Twenty-five years ago Our Divine Lord spoke to Fr. Jeffrey Keyes on the eve of his ordination. He repeated the words he had said to him before he entered the seminary: “Come to me.” St. Margaret Mary had heard those words in 1671; Mother Teresa had heard those words in 1946, and they were mothers because they were first spouses. So it is with Christ’s priests. We are first spouses; that is, men of prayer. “Bear my yoke,” Jesus asks him. Bear it with me. Together we will carry humanity to heaven. Twenty-five years ago Christ called out to Fr. Keyes: come to me, to my altar, and offer yourself, with me, upon it.
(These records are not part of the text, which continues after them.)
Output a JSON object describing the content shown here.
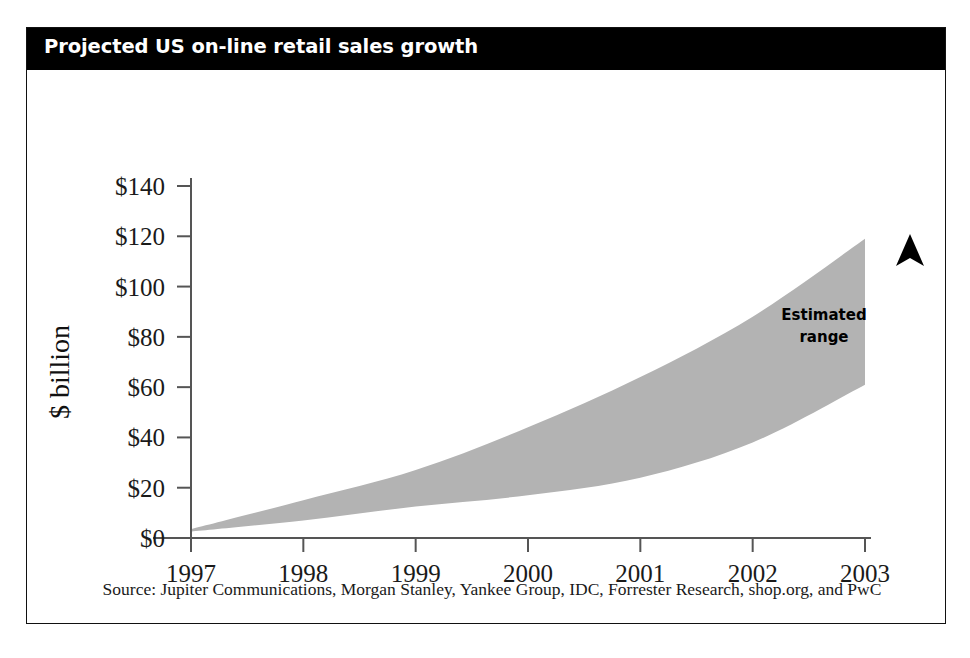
{
  "card": {
    "title": "Projected US on-line retail sales growth",
    "source_note": "Source: Jupiter Communications, Morgan Stanley, Yankee Group, IDC, Forrester Research, shop.org, and PwC"
  },
  "annotations": {
    "band_label_line1": "Estimated",
    "band_label_line2": "range",
    "arrow_icon": "up-arrowhead-icon"
  },
  "colors": {
    "banner_background": "#000000",
    "banner_text": "#ffffff",
    "band_fill": "#b3b3b3",
    "axis_line": "#555555",
    "card_border": "#111111",
    "text": "#1a1a1a"
  },
  "chart_data": {
    "type": "area",
    "title": "Projected US on-line retail sales growth",
    "xlabel": "",
    "ylabel": "$ billion",
    "x": [
      1997,
      1998,
      1999,
      2000,
      2001,
      2002,
      2003
    ],
    "xtick_labels": [
      "1997",
      "1998",
      "1999",
      "2000",
      "2001",
      "2002",
      "2003"
    ],
    "xlim": [
      1997,
      2003
    ],
    "ylim": [
      0,
      140
    ],
    "yticks": [
      0,
      20,
      40,
      60,
      80,
      100,
      120,
      140
    ],
    "ytick_labels": [
      "$0",
      "$20",
      "$40",
      "$60",
      "$80",
      "$100",
      "$120",
      "$140"
    ],
    "grid": false,
    "legend": "none",
    "band_name": "Estimated range",
    "series": [
      {
        "name": "Low estimate",
        "values": [
          2.5,
          7,
          12.5,
          17,
          24,
          38,
          61
        ]
      },
      {
        "name": "High estimate",
        "values": [
          3.5,
          15,
          27,
          44,
          64,
          88,
          119
        ]
      }
    ],
    "annotations": [
      {
        "text": "Estimated range",
        "x": 2002.2,
        "y": 84
      }
    ]
  }
}
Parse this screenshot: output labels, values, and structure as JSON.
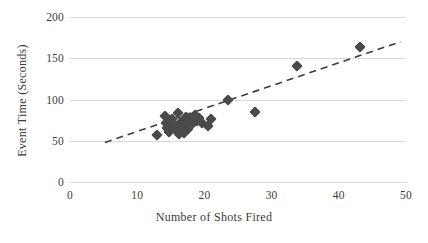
{
  "chart_data": {
    "type": "scatter",
    "title": "",
    "xlabel": "Number of Shots Fired",
    "ylabel": "Event Time (Seconds)",
    "xlim": [
      0,
      50
    ],
    "ylim": [
      0,
      200
    ],
    "xticks": [
      0,
      10,
      20,
      30,
      40,
      50
    ],
    "yticks": [
      0,
      50,
      100,
      150,
      200
    ],
    "xtick_labels": [
      "0",
      "10",
      "20",
      "30",
      "40",
      "50"
    ],
    "ytick_labels": [
      "0",
      "50",
      "100",
      "150",
      "200"
    ],
    "grid": "horizontal",
    "legend": "none",
    "marker": "diamond",
    "marker_color": "#4a4a4a",
    "gridline_color": "#d9d9d9",
    "points": [
      {
        "x": 13.0,
        "y": 57
      },
      {
        "x": 14.2,
        "y": 80
      },
      {
        "x": 14.3,
        "y": 72
      },
      {
        "x": 14.5,
        "y": 66
      },
      {
        "x": 14.8,
        "y": 61
      },
      {
        "x": 15.2,
        "y": 76
      },
      {
        "x": 15.5,
        "y": 69
      },
      {
        "x": 15.8,
        "y": 63
      },
      {
        "x": 16.0,
        "y": 84
      },
      {
        "x": 16.2,
        "y": 58
      },
      {
        "x": 16.5,
        "y": 73
      },
      {
        "x": 16.7,
        "y": 66
      },
      {
        "x": 16.9,
        "y": 60
      },
      {
        "x": 17.2,
        "y": 79
      },
      {
        "x": 17.4,
        "y": 70
      },
      {
        "x": 17.6,
        "y": 64
      },
      {
        "x": 18.0,
        "y": 77
      },
      {
        "x": 18.3,
        "y": 71
      },
      {
        "x": 18.6,
        "y": 81
      },
      {
        "x": 18.9,
        "y": 74
      },
      {
        "x": 19.2,
        "y": 78
      },
      {
        "x": 19.6,
        "y": 72
      },
      {
        "x": 20.6,
        "y": 68
      },
      {
        "x": 21.0,
        "y": 76
      },
      {
        "x": 23.5,
        "y": 100
      },
      {
        "x": 27.5,
        "y": 85
      },
      {
        "x": 33.8,
        "y": 141
      },
      {
        "x": 43.2,
        "y": 164
      }
    ],
    "trendline": {
      "style": "dashed",
      "color": "#3d3d3d",
      "x_start": 5.2,
      "y_start": 48,
      "x_end": 49.2,
      "y_end": 170
    }
  }
}
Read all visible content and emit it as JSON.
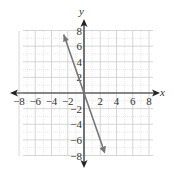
{
  "chart_data": {
    "type": "line",
    "title": "",
    "xlabel": "x",
    "ylabel": "y",
    "xlim": [
      -8,
      8
    ],
    "ylim": [
      -8,
      8
    ],
    "grid": true,
    "x_ticks": [
      "-8",
      "-6",
      "-4",
      "-2",
      "2",
      "4",
      "6",
      "8"
    ],
    "y_ticks": [
      "8",
      "6",
      "4",
      "2",
      "-2",
      "-4",
      "-6",
      "-8"
    ],
    "series": [
      {
        "name": "y = -3x",
        "x": [
          -2.5,
          2.5
        ],
        "y": [
          7.5,
          -7.5
        ],
        "arrows": "both"
      }
    ],
    "colors": {
      "line": "#777777",
      "axis": "#222222",
      "grid_major": "#cccccc",
      "grid_minor": "#e2e2e2"
    }
  }
}
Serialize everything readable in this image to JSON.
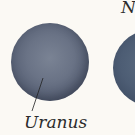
{
  "planets": [
    {
      "name": "Uranus",
      "label": "Uranus",
      "color": "#6a7386"
    },
    {
      "name": "Neptune",
      "label": "N",
      "color": "#4d5d74"
    }
  ]
}
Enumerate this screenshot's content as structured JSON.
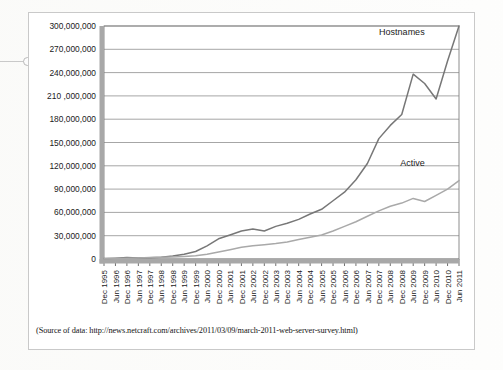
{
  "source_note": "(Source of data: http://news.netcraft.com/archives/2011/03/09/march-2011-web-server-survey.html)",
  "chart_data": {
    "type": "line",
    "title": "",
    "xlabel": "",
    "ylabel": "",
    "grid": true,
    "legend_position": "inline-annotation",
    "ylim": [
      0,
      300000000
    ],
    "yticks": [
      0,
      30000000,
      60000000,
      90000000,
      120000000,
      150000000,
      180000000,
      210000000,
      240000000,
      270000000,
      300000000
    ],
    "ytick_labels": [
      "0",
      "30,000,000",
      "60,000,000",
      "90,000,000",
      "120,000,000",
      "150,000,000",
      "180,000,000",
      "210 ,000,000",
      "240,000,000",
      "270,000,000",
      "300,000,000"
    ],
    "categories": [
      "Dec 1995",
      "Jun 1996",
      "Dec 1996",
      "Jun 1997",
      "Dec 1997",
      "Jun 1998",
      "Dec 1998",
      "Jun 1999",
      "Dec 1999",
      "Jun 2000",
      "Dec 2000",
      "Jun 2001",
      "Dec 2001",
      "Jun 2002",
      "Dec 2002",
      "Jun 2003",
      "Dec 2003",
      "Jun 2004",
      "Dec 2004",
      "Jun 2005",
      "Dec 2005",
      "Jun 2006",
      "Dec 2006",
      "Jun 2007",
      "Dec 2007",
      "Jun 2008",
      "Dec 2008",
      "Jun 2009",
      "Dec 2009",
      "Jun 2010",
      "Dec 2010",
      "Jun 2011"
    ],
    "series": [
      {
        "name": "Hostnames",
        "color": "#777777",
        "values": [
          500000,
          1000000,
          1800000,
          1200000,
          1700000,
          2400000,
          3800000,
          6200000,
          9600000,
          17000000,
          26000000,
          31000000,
          36000000,
          38500000,
          36000000,
          42000000,
          46000000,
          51000000,
          58000000,
          64000000,
          75000000,
          86000000,
          102000000,
          123000000,
          155000000,
          172000000,
          186000000,
          238000000,
          226000000,
          206000000,
          255000000,
          300000000
        ]
      },
      {
        "name": "Active",
        "color": "#a9a9a9",
        "values": [
          300000,
          600000,
          1000000,
          1400000,
          1800000,
          2200000,
          2700000,
          3300000,
          4200000,
          6000000,
          9000000,
          12000000,
          15000000,
          17000000,
          18500000,
          20000000,
          22000000,
          25000000,
          28000000,
          31000000,
          36000000,
          42000000,
          48000000,
          55000000,
          62000000,
          68000000,
          72000000,
          78000000,
          74000000,
          82000000,
          90000000,
          101000000
        ]
      }
    ],
    "annotations": [
      {
        "label": "Hostnames",
        "x_category": "Dec 2009",
        "y_value": 288000000
      },
      {
        "label": "Active",
        "x_category": "Dec 2009",
        "y_value": 120000000
      }
    ]
  }
}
There are young men in this church today to whom God is saying: Come to me. There are young women to whom Christ wishes to espouse himself in mystical union. We marvel at this, and we praise Him for the vocation. May Our Lady, mother of priests and virgin of virgins, intercede for those so called. May she show them how to bear this yoke with her Divine Son, espoused to the Holy Spirit, to the glory of God the Father. Amen.